Remediation with Rustls (recommended)
Rustls does not support SSL 3.0 or CBC by default in secure configurations, but you should explicitly set cipher suites and versions to avoid accidental weak negotiation. Use rustls::ServerConfig with client authentication and a modern cipher list.
use actix_web::{web, App, HttpServer};
use rustls::{Certificate, PrivateKey, ServerConfig, protocols::ProtocolVersion};
use rustls::pki_types::{CertificateDer, PrivateKeyDer, UnixTime};r/>use std::sync::Arc;
async fn run_secure_mtls_rustls() -> std::io::Result<()> {
// Load server certificate and key
let cert_chain = vec![CertificateDer::from(include_bytes("../certs/server.crt").to_vec())];
let priv_key = PrivateKeyDer::Pkcs8(include_bytes("../certs/server.key").to_vec().into());
let cert_resolver = move |_sni: rustls::pki_types::ServerName| -> Option<Vec<CertificateDer>> {
Some(cert_chain.clone())
};
// Configure mTLS: require and validate client certificates
let mut server_config = ServerConfig::builder()
.with_safe_defaults()
.with_no_client_auth()
.with_client_cert_verifier(Arc::new(|_end_entity, _intermediates| {
// Implement custom validation as needed (e.g., verify cert against a trust store)
Ok(()
}));
// Explicitly set secure protocols and cipher suites (TLS 1.2+ with AEAD only)
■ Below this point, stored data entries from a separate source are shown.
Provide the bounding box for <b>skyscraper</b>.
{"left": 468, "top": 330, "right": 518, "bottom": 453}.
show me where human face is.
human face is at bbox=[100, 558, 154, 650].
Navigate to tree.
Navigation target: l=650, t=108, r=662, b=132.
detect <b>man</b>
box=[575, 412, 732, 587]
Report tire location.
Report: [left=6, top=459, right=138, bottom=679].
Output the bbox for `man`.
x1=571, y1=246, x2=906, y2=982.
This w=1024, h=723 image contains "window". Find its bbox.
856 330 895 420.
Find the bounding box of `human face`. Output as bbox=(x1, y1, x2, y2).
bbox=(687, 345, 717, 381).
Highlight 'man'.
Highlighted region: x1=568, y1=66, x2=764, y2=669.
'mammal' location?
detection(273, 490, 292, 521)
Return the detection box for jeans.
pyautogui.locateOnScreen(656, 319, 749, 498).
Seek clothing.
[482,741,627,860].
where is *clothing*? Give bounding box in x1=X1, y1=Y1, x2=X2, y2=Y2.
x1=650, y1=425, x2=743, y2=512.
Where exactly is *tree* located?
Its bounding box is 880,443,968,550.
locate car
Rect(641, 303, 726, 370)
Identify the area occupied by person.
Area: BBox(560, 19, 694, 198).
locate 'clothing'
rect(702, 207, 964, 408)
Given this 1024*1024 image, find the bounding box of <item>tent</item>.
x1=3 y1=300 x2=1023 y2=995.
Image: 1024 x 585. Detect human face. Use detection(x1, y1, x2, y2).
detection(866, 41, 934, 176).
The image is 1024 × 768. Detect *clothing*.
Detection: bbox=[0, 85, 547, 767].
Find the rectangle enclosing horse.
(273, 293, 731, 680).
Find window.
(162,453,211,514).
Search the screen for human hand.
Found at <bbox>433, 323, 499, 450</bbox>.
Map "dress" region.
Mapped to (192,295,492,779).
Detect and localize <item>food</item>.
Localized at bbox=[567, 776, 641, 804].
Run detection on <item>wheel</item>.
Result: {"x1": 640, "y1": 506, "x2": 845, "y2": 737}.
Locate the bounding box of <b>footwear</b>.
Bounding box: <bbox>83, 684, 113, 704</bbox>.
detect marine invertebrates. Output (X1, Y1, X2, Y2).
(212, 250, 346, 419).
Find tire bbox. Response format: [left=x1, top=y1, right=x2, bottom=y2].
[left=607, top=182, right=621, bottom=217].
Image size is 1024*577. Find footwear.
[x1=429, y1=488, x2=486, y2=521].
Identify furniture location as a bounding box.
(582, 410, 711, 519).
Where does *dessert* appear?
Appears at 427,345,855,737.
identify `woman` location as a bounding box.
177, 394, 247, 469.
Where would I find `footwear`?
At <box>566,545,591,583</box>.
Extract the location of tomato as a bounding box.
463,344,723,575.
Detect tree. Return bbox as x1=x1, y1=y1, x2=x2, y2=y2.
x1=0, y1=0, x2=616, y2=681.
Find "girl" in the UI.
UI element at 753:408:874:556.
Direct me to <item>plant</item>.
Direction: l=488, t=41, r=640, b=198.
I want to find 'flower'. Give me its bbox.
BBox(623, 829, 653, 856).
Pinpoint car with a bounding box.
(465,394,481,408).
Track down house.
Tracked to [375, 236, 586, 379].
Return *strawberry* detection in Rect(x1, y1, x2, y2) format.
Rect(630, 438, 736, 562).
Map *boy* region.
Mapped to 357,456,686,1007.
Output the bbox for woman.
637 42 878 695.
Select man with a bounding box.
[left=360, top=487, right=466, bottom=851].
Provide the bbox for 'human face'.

server_config.versions = vec![ProtocolVersion::TLSv1_2, ProtocolVersion::TLSv1_3];
// rustls with safe_defaults already excludes SSL3 and CBC; optionally tighten further:
server_config.alpn_protocols = vec![b"h2".to_vec(), b"http/1.1".to_vec()];
let acceptor = TlsAcceptor::from(Arc::new(server_config));
HttpServer::new(move || {
App::new().route("/", web::get().to(|| async { "secure" }))
})
.bind_rustls("127.0.0.1:8443", acceptor)?
.run()
.await
}
Remediation with native-tls or openssl-based Actix (if required)
If you rely on native-tls or an OpenSSL-based acceptor, explicitly disable SSL 3.0 and restrict ciphers to modern suites. The following example uses native-tls with Actix-web to require client certs while disabling weak protocols.
use actix_web::{web, App, HttpServer};
use native_tls::{TlsAcceptor, Identity};
use std::fs::File;
use std::io::BufReader;
use std::sync::Arc;
async fn run_secure_mtls_native() -> std::io::Result<()> {
// Identity (server cert + key)
let cert_file = "../certs/server.p12";
let mut identity_file = BufReader::new(File::open(cert_file)?);
let identity = Identity::from_pkcs12(&mut identity_file, "password")?;
// Configure TLS acceptor with mTLS and secure settings
let mut builder = native_tls::TlsAcceptor::builder(identity);
// Require client authentication
builder.client_auth(native_tls::ClientAuthMode::Require);
// Disable SSLv3 and TLSv1.0/1.1; native-tls typically defaults to TLS1.2+
builder.min_protocol_version(Some(native_tls::Protocol::Tlsv1_2));
// Optionally set cipher list to exclude CBC
builder.ciphers("TLS_AES_256_GCM_SHA384:TLS_CHACHA20_POLY1305_SHA256:TLS_AES_128_GCM_SHA256")?;
let acceptor = builder.build()?;
let tls_acceptor = Arc::new(acceptor);
HttpServer::new(move || {
App::new().route("/", web::get().to(|| async { "secure" }))
})
.bind_rustls("127.0.0.1:8443", tls_acceptor)?
.run()
.await
}
Key remediation steps summarized:
- Disable SSL 3.0 and TLS 1.0/1.1; enforce TLS 1.2 or 1.3.
- Remove CBC-based cipher suites; prefer AES-GCM and ChaCha20-Poly1305.
- Keep client certificate validation; ensure the trust store is tightly scoped.
- Test the configuration with tools that detect protocol/cipher downgrade attempts.